INVESTIGADORES
IGLESIAS Ari
congresos y reuniones científicas
Título:
Macrofossils, cuticles, and phytoliths: an update on the paleoecology and biogeography of the grasses
Autor/es:
GALLAHER, T.J.; PIPO, L.; CLARK, L.G.; ARI IGLESIAS; STRÖMBERG, C.
Lugar:
Natal
Reunión:
Congreso; VI Monocot International Conference on Comparative Biology of Monocotyledons, and 7th International Symposium on Grass Systematics and Evolution; 2018
Institución organizadora:
Monocots
Resumen:
The timing of the origin anddiversification of the grass family has become the subject of intense debateparticularly with regards to the taxonomic placement of recently describedgrass phytoliths and cuticle from the Maastrichtian of India. Here, we reporton new quantitative analyses of phytoliths from multiple sources and a newlydiscovered early-mid Campanian fossil grass cuticle from James Ross Island,Antarctica. Time calibrated phylogenetic analyses and ancestral area estimationsusing macrofossils, fossil cuticles and phytoliths support an Early CretaceousGondwanan origin of the Poaceae. Ancestral habitat estimations using extanttaxa indicate that grasses first evolved in forest-associated habitats and mayhave occupied key positions in forest margins, allowing lineages to morereadily evolve into either deep shade or open habitats. In the Late Cretaceousor Paleocene, the PACMAD and Pooideae moved from forest associated ecosystemsto open habitats, more than 30 Ma before the spread of grass-dominatedvegetation in the Oligocene-Miocene. Our temporal estimations also suggest thatC4 photosynthesis evolved first in the Chloridoideae in the Eocene orOligocene, approximately 15-20 Ma earlier than other C4 PACMAD lineages and longbefore the rise to dominance of C4 grasslands within the last 10 Ma.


▸ TO DO:
Only an exact, complete copy of the listing will serve as the answer.

=== Section Start ===

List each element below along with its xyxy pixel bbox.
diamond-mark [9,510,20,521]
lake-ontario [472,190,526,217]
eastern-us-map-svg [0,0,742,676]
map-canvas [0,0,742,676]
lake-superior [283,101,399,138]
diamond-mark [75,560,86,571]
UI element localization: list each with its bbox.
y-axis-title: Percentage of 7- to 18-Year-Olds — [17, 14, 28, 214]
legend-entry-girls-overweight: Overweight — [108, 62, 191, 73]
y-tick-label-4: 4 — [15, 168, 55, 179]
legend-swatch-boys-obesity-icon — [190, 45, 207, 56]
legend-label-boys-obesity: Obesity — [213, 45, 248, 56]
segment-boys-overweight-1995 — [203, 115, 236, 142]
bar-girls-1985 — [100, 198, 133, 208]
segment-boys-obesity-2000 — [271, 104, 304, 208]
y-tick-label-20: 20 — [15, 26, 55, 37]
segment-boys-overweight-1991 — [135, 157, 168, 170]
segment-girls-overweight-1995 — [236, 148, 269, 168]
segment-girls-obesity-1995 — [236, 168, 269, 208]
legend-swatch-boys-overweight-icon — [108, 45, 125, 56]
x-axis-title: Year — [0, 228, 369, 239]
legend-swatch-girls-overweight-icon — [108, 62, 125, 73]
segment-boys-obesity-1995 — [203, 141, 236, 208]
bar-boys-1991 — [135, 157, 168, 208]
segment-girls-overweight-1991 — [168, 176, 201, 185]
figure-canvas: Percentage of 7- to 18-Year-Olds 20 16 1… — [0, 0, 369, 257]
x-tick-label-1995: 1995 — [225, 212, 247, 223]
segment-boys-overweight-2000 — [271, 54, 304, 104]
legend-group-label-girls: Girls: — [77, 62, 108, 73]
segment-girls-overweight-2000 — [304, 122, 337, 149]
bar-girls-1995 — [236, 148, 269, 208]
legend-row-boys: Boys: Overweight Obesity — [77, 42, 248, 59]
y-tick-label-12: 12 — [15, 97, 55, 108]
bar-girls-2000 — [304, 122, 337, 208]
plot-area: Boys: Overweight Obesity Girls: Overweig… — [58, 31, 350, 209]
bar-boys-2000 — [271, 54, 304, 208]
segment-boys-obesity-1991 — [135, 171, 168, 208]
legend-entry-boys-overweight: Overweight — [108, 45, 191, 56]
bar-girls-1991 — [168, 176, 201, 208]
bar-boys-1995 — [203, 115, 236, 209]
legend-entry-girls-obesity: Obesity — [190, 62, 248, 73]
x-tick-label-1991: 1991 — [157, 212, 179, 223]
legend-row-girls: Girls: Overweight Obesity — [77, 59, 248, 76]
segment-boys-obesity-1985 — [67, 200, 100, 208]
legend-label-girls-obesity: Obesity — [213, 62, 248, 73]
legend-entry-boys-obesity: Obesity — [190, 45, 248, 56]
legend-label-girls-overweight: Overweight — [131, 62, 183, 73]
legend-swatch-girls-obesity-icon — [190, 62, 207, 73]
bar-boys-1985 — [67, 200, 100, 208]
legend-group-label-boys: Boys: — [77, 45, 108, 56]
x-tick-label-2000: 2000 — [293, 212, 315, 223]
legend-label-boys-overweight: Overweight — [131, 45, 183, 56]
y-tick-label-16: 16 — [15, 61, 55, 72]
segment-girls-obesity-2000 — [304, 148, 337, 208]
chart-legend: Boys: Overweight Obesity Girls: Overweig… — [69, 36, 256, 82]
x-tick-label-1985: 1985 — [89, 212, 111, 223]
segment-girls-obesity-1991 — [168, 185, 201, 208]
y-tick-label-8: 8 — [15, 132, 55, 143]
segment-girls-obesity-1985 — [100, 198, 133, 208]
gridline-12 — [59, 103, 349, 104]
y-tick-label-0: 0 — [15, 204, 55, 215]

=== Section End ===

▸ FINAL ANSWER:
List each element below along with its xyxy pixel bbox.
diamond-mark [9,510,20,521]
lake-ontario [472,190,526,217]
eastern-us-map-svg [0,0,742,676]
map-canvas [0,0,742,676]
lake-superior [283,101,399,138]
diamond-mark [75,560,86,571]
UI element localization: list each with its bbox.
y-axis-title: Percentage of 7- to 18-Year-Olds — [17, 14, 28, 214]
legend-entry-girls-overweight: Overweight — [108, 62, 191, 73]
y-tick-label-4: 4 — [15, 168, 55, 179]
legend-swatch-boys-obesity-icon — [190, 45, 207, 56]
legend-label-boys-obesity: Obesity — [213, 45, 248, 56]
segment-boys-overweight-1995 — [203, 115, 236, 142]
bar-girls-1985 — [100, 198, 133, 208]
segment-boys-obesity-2000 — [271, 104, 304, 208]
y-tick-label-20: 20 — [15, 26, 55, 37]
segment-boys-overweight-1991 — [135, 157, 168, 170]
segment-girls-overweight-1995 — [236, 148, 269, 168]
segment-girls-obesity-1995 — [236, 168, 269, 208]
legend-swatch-boys-overweight-icon — [108, 45, 125, 56]
x-axis-title: Year — [0, 228, 369, 239]
legend-swatch-girls-overweight-icon — [108, 62, 125, 73]
segment-boys-obesity-1995 — [203, 141, 236, 208]
bar-boys-1991 — [135, 157, 168, 208]
segment-girls-overweight-1991 — [168, 176, 201, 185]
figure-canvas: Percentage of 7- to 18-Year-Olds 20 16 1… — [0, 0, 369, 257]
x-tick-label-1995: 1995 — [225, 212, 247, 223]
segment-boys-overweight-2000 — [271, 54, 304, 104]
legend-group-label-girls: Girls: — [77, 62, 108, 73]
segment-girls-overweight-2000 — [304, 122, 337, 149]
bar-girls-1995 — [236, 148, 269, 208]
legend-row-boys: Boys: Overweight Obesity — [77, 42, 248, 59]
y-tick-label-12: 12 — [15, 97, 55, 108]
bar-girls-2000 — [304, 122, 337, 208]
plot-area: Boys: Overweight Obesity Girls: Overweig… — [58, 31, 350, 209]
bar-boys-2000 — [271, 54, 304, 208]
segment-boys-obesity-1991 — [135, 171, 168, 208]
legend-entry-boys-overweight: Overweight — [108, 45, 191, 56]
bar-girls-1991 — [168, 176, 201, 208]
bar-boys-1995 — [203, 115, 236, 209]
legend-entry-girls-obesity: Obesity — [190, 62, 248, 73]
x-tick-label-1991: 1991 — [157, 212, 179, 223]
legend-row-girls: Girls: Overweight Obesity — [77, 59, 248, 76]
segment-boys-obesity-1985 — [67, 200, 100, 208]
legend-label-girls-obesity: Obesity — [213, 62, 248, 73]
legend-entry-boys-obesity: Obesity — [190, 45, 248, 56]
legend-label-girls-overweight: Overweight — [131, 62, 183, 73]
legend-swatch-girls-obesity-icon — [190, 62, 207, 73]
bar-boys-1985 — [67, 200, 100, 208]
legend-group-label-boys: Boys: — [77, 45, 108, 56]
x-tick-label-2000: 2000 — [293, 212, 315, 223]
legend-label-boys-overweight: Overweight — [131, 45, 183, 56]
y-tick-label-16: 16 — [15, 61, 55, 72]
segment-girls-obesity-2000 — [304, 148, 337, 208]
chart-legend: Boys: Overweight Obesity Girls: Overweig… — [69, 36, 256, 82]
x-tick-label-1985: 1985 — [89, 212, 111, 223]
segment-girls-obesity-1991 — [168, 185, 201, 208]
y-tick-label-8: 8 — [15, 132, 55, 143]
segment-girls-obesity-1985 — [100, 198, 133, 208]
gridline-12 — [59, 103, 349, 104]
y-tick-label-0: 0 — [15, 204, 55, 215]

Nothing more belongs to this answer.